"Barney's Version" tells the story of a man distinguished largely by his flaws and the beautiful woman who loves him in spite of them. What she sees in him I am not quite sure. He is a precariously functioning alcoholic and chain smoker of cigars, balding and with a paunch, a producer of spectacularly bad television shows, and a fanatic hockey fan. Since he lives in Montreal, many good women might forgive the hockey, but he is also hostile toward her friends, rude at dinner parties, and has bad taste in ties.
Barney Panofsky is played by Paul Giamatti, who just won a Golden Globe for his performance. It is successful not simply because of his acting but because of his exuding. He has a sweet quality that just barely allows us to understand why three women, the last of them a saint, would want to marry him. It's not money: He's broke when he marries the first, the second is rich in her own right, and the third is so desirable that Barney actually walks out of his own wedding reception to chase her to the train station and declare his love at first sight.
"Barney's Version" is based on a 1997 novel by Mordecai Richler, whose The Apprenticeship of Duddy Kravitz (1959) is also the life story of a flawed but lovable Jewish character from Montreal. Barney's story is told in retrospect, in the form of a response to a book written by a cop who is convinced Barney murdered his best friend. How the friend probably did die is suggested in a nicely handled late scene that Barney himself, by the time he experiences it, is not able to understand.
Having once in middle age forgotten where he parked his car, Barney progresses rather rapidly into Alzheimer's, although most of the film involves scenes before that happens. Since this isn't a movie about the disease, we might ask why it's included at all, but I think it functions as a final act in a life that was itself forgettable. Nothing distinguishes Barney, except his romanticism and the woman who inspires it.
She is Miriam (Rosamund Pike), an ethereal beauty with a melodious voice and a patience with Barney that surpasses all understanding. They have two children, they live happily, Barney remains a mess, and at important moments in her career, he would rather be getting drunk in a bar while watching hockey than being there for her. Yet he cannot live without her, and when she goes to New York for a week he becomes reckless with loneliness.

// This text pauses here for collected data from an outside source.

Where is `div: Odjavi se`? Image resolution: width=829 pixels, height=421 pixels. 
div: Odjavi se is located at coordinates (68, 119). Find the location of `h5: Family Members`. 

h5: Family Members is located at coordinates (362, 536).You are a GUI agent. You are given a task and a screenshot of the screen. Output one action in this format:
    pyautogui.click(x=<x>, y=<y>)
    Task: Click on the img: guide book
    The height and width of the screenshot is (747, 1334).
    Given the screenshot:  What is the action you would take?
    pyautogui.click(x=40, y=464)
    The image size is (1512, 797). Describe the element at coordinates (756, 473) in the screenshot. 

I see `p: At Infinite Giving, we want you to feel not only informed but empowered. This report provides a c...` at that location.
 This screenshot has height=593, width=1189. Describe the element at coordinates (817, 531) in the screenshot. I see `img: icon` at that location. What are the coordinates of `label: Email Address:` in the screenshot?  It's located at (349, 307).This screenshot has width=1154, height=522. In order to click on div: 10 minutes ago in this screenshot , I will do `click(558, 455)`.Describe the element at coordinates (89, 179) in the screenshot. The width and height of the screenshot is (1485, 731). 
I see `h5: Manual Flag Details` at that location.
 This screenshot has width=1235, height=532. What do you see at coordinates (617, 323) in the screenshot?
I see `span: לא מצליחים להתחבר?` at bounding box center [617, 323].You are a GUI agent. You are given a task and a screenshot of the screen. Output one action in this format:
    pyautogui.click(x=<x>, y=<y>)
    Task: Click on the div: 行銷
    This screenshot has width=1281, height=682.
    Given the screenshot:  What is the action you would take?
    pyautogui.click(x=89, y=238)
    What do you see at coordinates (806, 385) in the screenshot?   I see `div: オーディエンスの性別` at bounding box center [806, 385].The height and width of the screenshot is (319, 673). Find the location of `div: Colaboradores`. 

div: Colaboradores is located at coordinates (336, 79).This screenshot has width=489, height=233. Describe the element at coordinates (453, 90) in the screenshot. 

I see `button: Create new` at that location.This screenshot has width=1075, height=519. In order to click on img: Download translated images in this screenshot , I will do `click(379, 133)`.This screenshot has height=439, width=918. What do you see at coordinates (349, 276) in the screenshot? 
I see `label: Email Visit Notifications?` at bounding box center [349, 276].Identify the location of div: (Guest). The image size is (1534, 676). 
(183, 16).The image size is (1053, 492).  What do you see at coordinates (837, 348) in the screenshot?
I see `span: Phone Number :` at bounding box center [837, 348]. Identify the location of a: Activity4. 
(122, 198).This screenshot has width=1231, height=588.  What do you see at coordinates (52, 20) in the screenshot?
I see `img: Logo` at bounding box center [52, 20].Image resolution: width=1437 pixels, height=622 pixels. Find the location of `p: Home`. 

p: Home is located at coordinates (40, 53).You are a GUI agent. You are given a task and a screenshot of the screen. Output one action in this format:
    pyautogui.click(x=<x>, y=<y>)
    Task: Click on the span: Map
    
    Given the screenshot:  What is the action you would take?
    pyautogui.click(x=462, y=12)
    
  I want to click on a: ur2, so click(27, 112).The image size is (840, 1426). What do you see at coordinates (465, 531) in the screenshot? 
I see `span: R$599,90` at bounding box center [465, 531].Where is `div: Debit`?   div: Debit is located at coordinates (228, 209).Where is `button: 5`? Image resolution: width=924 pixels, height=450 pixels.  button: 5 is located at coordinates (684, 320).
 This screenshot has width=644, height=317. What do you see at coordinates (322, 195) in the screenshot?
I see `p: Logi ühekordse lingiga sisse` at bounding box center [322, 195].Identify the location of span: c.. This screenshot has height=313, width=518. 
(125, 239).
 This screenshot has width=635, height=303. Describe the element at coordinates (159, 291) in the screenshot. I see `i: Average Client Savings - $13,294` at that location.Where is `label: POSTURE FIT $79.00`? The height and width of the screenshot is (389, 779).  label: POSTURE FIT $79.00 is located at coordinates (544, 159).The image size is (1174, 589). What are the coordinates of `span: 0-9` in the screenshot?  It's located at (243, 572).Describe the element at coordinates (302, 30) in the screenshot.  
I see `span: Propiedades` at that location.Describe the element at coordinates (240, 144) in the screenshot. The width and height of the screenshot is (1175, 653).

I haven't read the much-loved novel by Richler, which is told in Barney's voice and has been compared by some to Saul Bellow's Herzog. The novel is said to be richer and more complex than the movie, but having only seen the movie, I can respond favorably to what it does achieve.
Giamatti's performance is one of those achievements. He is making a career of playing unremarkable but memorable men; remember his failed wine lover in "Sideways," his schleppy Harvey Pekar in "American Splendor" and his soul-transplant victim in "Cold Souls." (What he plans in his announced project "Bubba Nosferatu: Curse of the She-Vampires" is a question worthy of consideration.) Giamatti's Barney is not especially smart or talented or good-looking, but he is especially there — a presence with a great depth of need that apparently appeals to the lovely Miriam. She's one of those women who seems unaware that everyone must constantly be asking, "What does she see in him?" That women persist in seeing things in us, as men we must be grateful.
Dustin Hoffman is very good here as Barney's father, a retired Montreal detective who imparts wisdom, but not too excessively, and love, but not too smarmily. The bond between elderly father and aging son is cemented by good cigars, which I have seen work in other cases. There is a lot of truth in "Barney's Version." It is a mercy that Barney cannot see most of it.